A decent level of performance these days should be table stakes, and _high_ performance is a feature. Software that’s molasses slow _is bad software_ these days.




I with you. But maybe there's a line it crosses from feature to critical impediment?

A great example is YouTube in a web browser. My internet is 350 Mbps with 20-40ms latency. Trying to load YouTube in a new browser tab takes a few to several seconds and I'm forced to wait for it to load because the sign in link doesn't show up until the end of the seizure inducing re-render flashes. Safari, no add ons.

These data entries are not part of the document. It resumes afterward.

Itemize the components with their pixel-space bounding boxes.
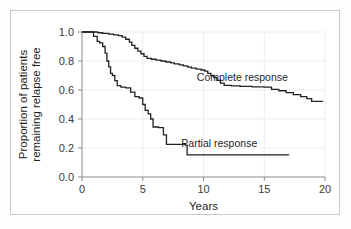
km-curve-complete-response xyxy=(82,32,323,102)
x-tick-label: 20 xyxy=(319,183,331,195)
y-tick-label: 0.8 xyxy=(59,55,74,67)
x-tick-label: 0 xyxy=(79,183,85,195)
y-axis-title-line: remaining relapse free xyxy=(30,47,42,161)
x-tick-label: 5 xyxy=(140,183,146,195)
km-survival-chart: 051015200.00.20.40.60.81.0YearsProportio… xyxy=(11,11,341,216)
y-tick-label: 0.4 xyxy=(59,113,74,125)
y-tick-label: 0.6 xyxy=(59,84,74,96)
y-tick-label: 0.2 xyxy=(59,142,74,154)
series-annotation: Complete response xyxy=(197,71,288,83)
x-axis-title: Years xyxy=(189,200,218,212)
chart-screenshot: 051015200.00.20.40.60.81.0YearsProportio… xyxy=(0,0,351,229)
y-tick-label: 0.0 xyxy=(59,171,74,183)
figure-frame: 051015200.00.20.40.60.81.0YearsProportio… xyxy=(10,10,340,215)
x-tick-label: 15 xyxy=(258,183,270,195)
x-tick-label: 10 xyxy=(197,183,209,195)
y-tick-label: 1.0 xyxy=(59,26,74,38)
series-annotation: Partial response xyxy=(181,137,257,149)
y-axis-title-line: Proportion of patients xyxy=(17,50,29,160)
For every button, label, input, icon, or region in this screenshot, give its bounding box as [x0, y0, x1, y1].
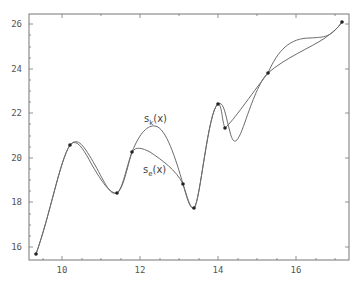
curve-label-s-e: se(x)	[143, 164, 166, 178]
spline-chart: 10 12 14 16 16 18 20 22 24 26 sk(x) se(x…	[0, 0, 359, 286]
x-axis-ticks	[43, 14, 335, 260]
x-tick-label: 16	[291, 265, 302, 275]
data-point	[115, 191, 119, 195]
y-axis-labels: 16 18 20 22 24 26	[11, 19, 22, 252]
y-tick-label: 18	[11, 197, 22, 207]
data-point	[216, 102, 220, 106]
x-tick-label: 10	[57, 265, 68, 275]
y-tick-label: 16	[11, 242, 22, 252]
data-point	[181, 182, 185, 186]
x-axis-labels: 10 12 14 16	[57, 265, 302, 275]
x-tick-label: 14	[213, 265, 224, 275]
y-tick-label: 20	[11, 153, 22, 163]
data-point	[34, 252, 38, 256]
data-point	[192, 206, 196, 210]
plot-frame	[29, 14, 349, 260]
data-point	[266, 71, 270, 75]
curve-s-k	[36, 22, 342, 254]
data-point	[68, 143, 72, 147]
y-tick-label: 22	[11, 108, 22, 118]
x-tick-label: 12	[135, 265, 146, 275]
y-axis-ticks	[29, 24, 349, 247]
data-points	[34, 20, 344, 256]
data-point	[340, 20, 344, 24]
y-tick-label: 24	[11, 64, 22, 74]
y-tick-label: 26	[11, 19, 22, 29]
data-point	[130, 150, 134, 154]
curve-s-e	[36, 22, 342, 254]
curve-label-s-k: sk(x)	[144, 113, 167, 127]
data-point	[223, 126, 227, 130]
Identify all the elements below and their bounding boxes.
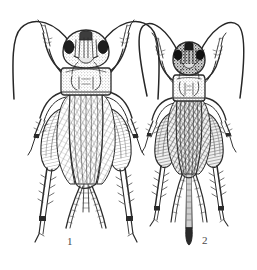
wing-icon [167,99,210,178]
eye-icon [174,50,182,60]
pronotum [61,68,111,95]
eye-icon [196,50,204,60]
wing-icon [57,94,115,189]
eye-icon [64,41,74,54]
figure-2-label: 2 [202,235,208,246]
figure-1-label: 1 [67,236,73,247]
ovipositor-icon [186,170,193,245]
illustration-plate: 1 2 [0,0,257,270]
pronotum [173,75,205,101]
eye-icon [98,41,108,54]
cricket-plate-drawing [0,0,257,270]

I can't believe it takes so long and I think less of Google as a company because of it. Them speeding it up is not a feature in that case. A trillion dollar technology company ought to provide fast as merely baseline. Anything less is them intentionally disregarding their customer.


Stable diffusion is essentially "slow", yet wildly popular so I'm not sure I agree.


Cutting edge supercomputer programs get judged by different standards from basic forms.

And when slow is the only option, people will wait.


Ding ding, you nailed my point.


Weird, because I completely agree with FridgeSeal.

Decent performance is table stakes outside of very special contexts, and software that can't manage it is bad.

Finding an exception doesn't make that stop being true in general.


Speed is always relative, otherwise it's a subjective, and thus less interesting metric (it's slow for you, not for me).

Stable diffusion is not relatively slow, because it has no alternative that is noticeably faster.


It’s fine to take time to crunch output. What needs to be fast is interaction. If it tells you “Hang on I’m working on it” I don’t think anyone minds that as long as you can leave it to cook while doing something else.